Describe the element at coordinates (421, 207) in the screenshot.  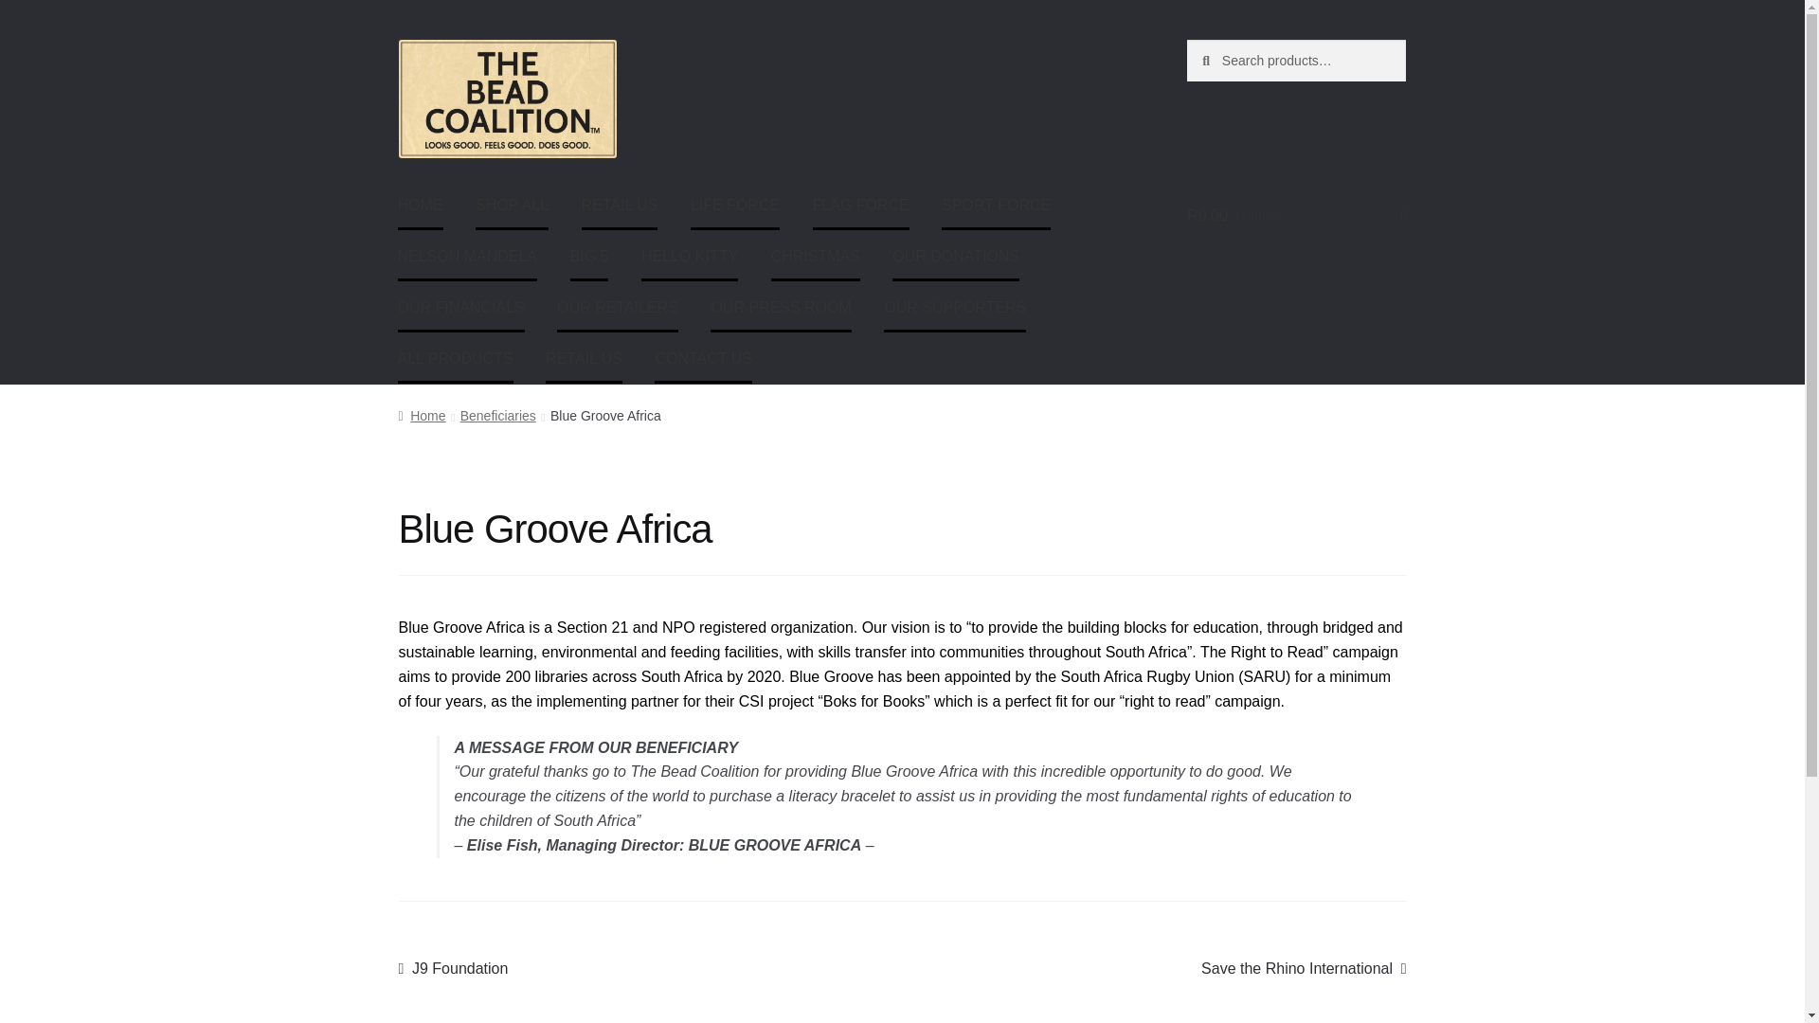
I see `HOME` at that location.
---
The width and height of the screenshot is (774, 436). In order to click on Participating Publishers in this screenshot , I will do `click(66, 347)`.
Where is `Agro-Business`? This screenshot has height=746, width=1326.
--
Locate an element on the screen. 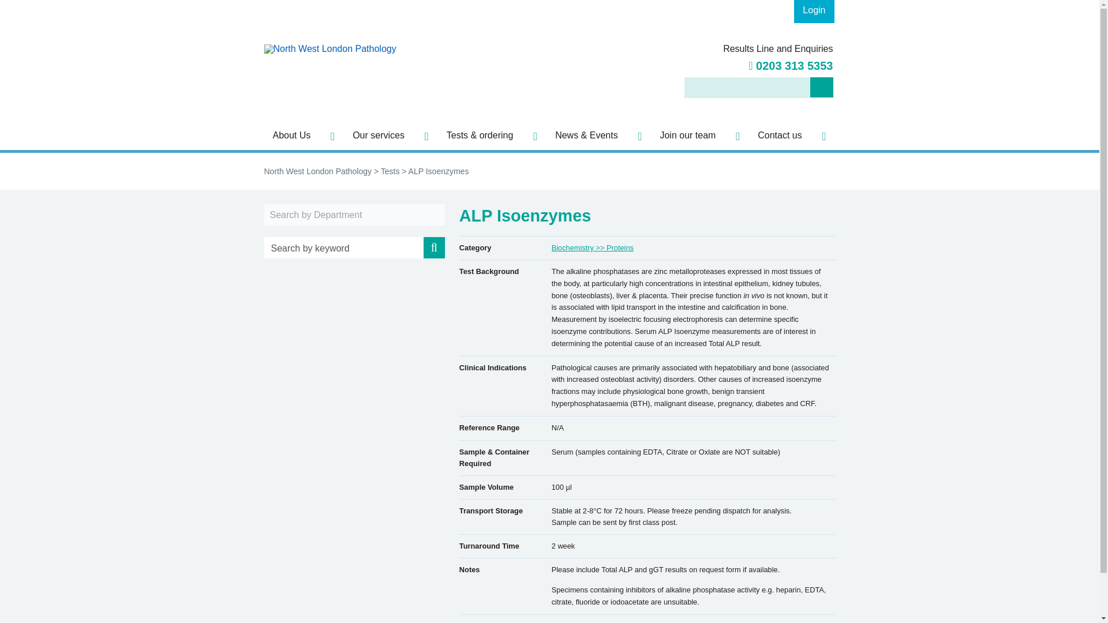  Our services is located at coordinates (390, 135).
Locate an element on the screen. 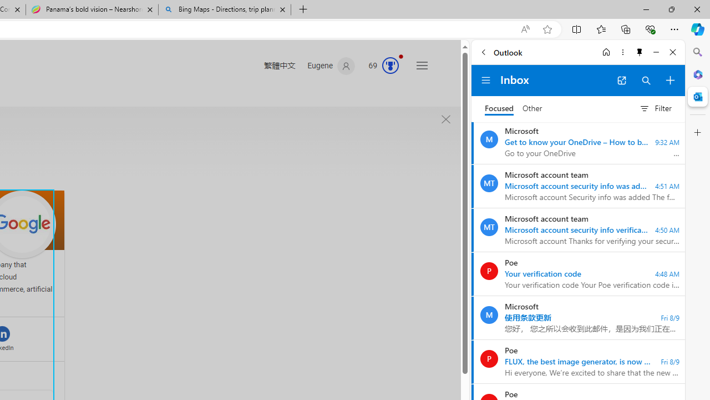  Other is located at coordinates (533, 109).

# WHAT IS NEEDED
Please copy every line from the entries that includes the word "width".

# EXERCISE RESULT
The width and height of the screenshot is (774, 436). In order to click on Participating Publishers in this screenshot , I will do `click(66, 347)`.
Where is `Agro-Business`? This screenshot has height=746, width=1326.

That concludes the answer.